Night Moves exists to pose questions: how far should eco-activism be taken? What are the costs? The benefits? Should one blow up a dam? How will that affect the world at large? How will it affect the bomber’s soul? We can see the characters struggling with these issues, but only indirectly. Their struggle is internal. We only see the secondary aspects: nervousness, a rash, long silences, paranoia.
I like the meditative nature of Reichardt’s films, the beauty, the calm exteriors of both people and places. Little happens outwardly, but the pace never flags. Her movies move slowly, but they move, and that’s not an easy trick to pull off. It speaks to the power of the characterizations.
On the other hand, so determined is she to keep the emotional lives of her characters submerged, and to strip dramatic situations from her stories, that it’s hard to care much while watching. There’s no emotional connection to be made with these people or their plight. Their plight is, rather, interesting. Their actions and reactions feel true to life, or at least true to the lives of the extremely non-demonstrative. But beyond my intellectual interest in them, I don’t find myself caught up by their dilemmas.
Something curious is going on here. Reichardt is making a political movie in Night Moves. Watching it one must question one’s opinions on the wisdom of radicalism. How far should one go to protest wrongdoing? Isn’t building dams, and thus destroying ecosystems, for the economic gain of a select few more radical than blowing one up?
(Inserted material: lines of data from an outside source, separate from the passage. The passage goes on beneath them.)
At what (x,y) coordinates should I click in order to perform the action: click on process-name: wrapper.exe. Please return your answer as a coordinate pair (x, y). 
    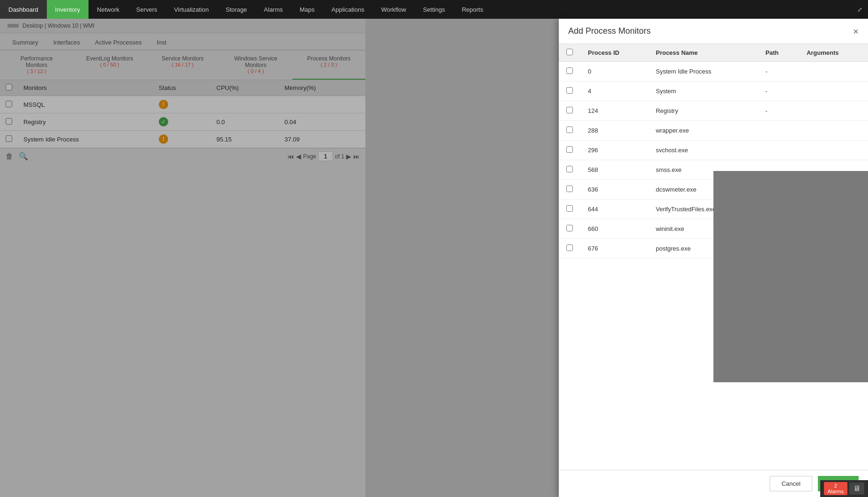
    Looking at the image, I should click on (703, 131).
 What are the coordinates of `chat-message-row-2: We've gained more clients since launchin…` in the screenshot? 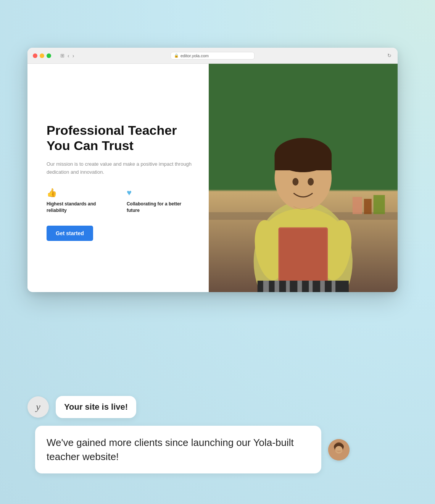 It's located at (218, 450).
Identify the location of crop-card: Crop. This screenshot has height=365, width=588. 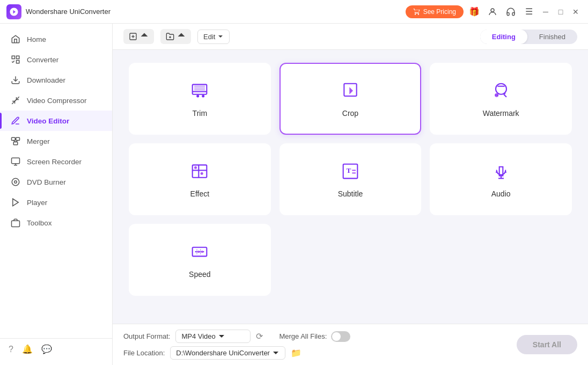
(351, 99).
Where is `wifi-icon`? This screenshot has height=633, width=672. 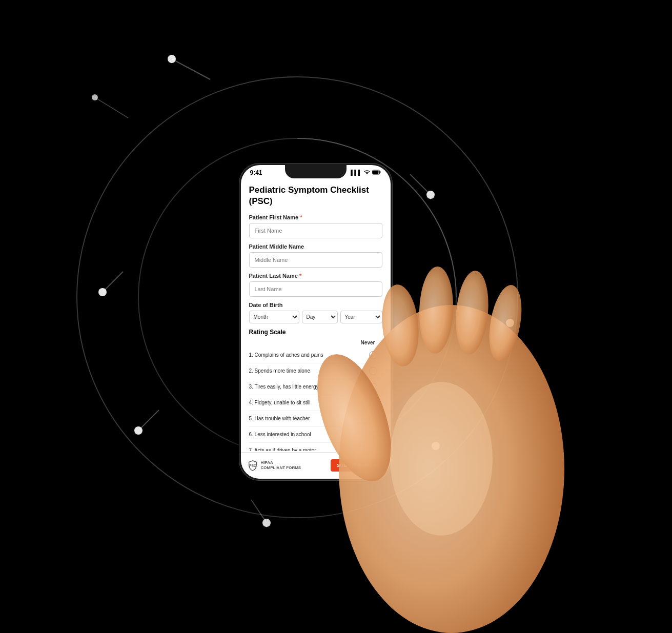 wifi-icon is located at coordinates (367, 173).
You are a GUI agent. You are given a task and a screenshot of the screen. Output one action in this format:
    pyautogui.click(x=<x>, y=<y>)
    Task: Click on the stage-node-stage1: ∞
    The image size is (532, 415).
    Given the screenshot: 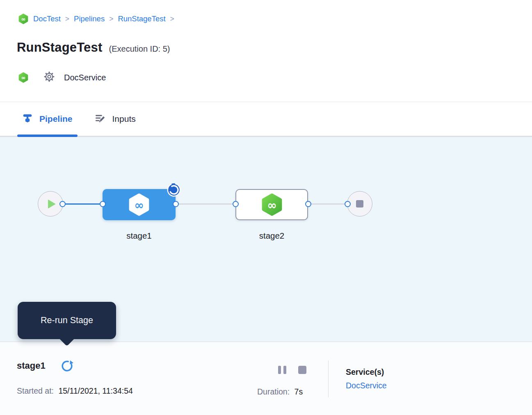 What is the action you would take?
    pyautogui.click(x=139, y=205)
    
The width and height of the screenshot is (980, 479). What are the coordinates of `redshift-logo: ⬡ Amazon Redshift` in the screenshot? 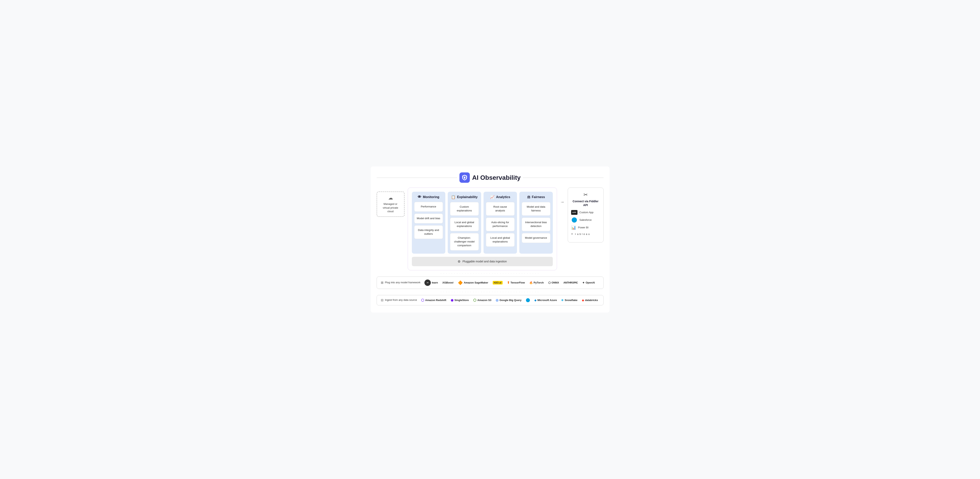 It's located at (434, 300).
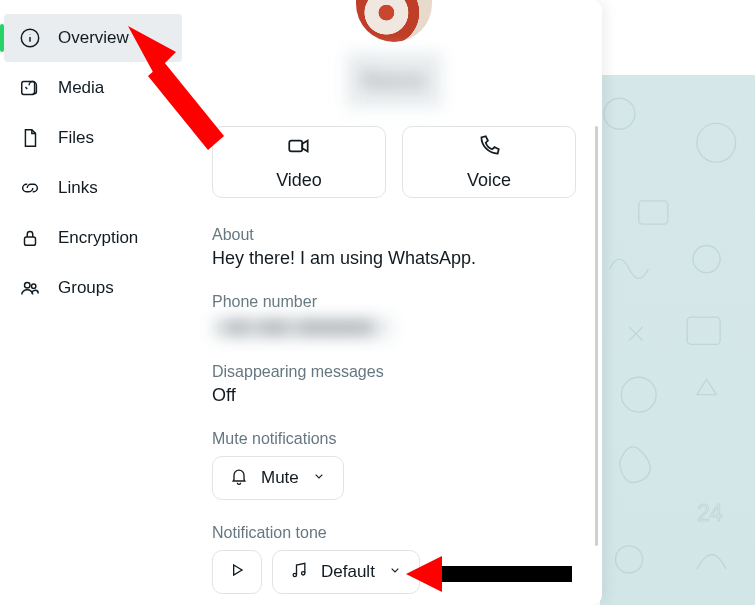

Or not?
Yet the political question at the movie’s heart isn’t what the movie is about. It’s about the characters. It’s a character piece. All of her movies are. Who these people are drives the story and determines its pace. But her style is such that any information about the characters beyond their minimal actions and words is put aside.
So in Night Moves we have a character-driven political movie not about politics whose characters are only sketched. It’s something of a conundrum.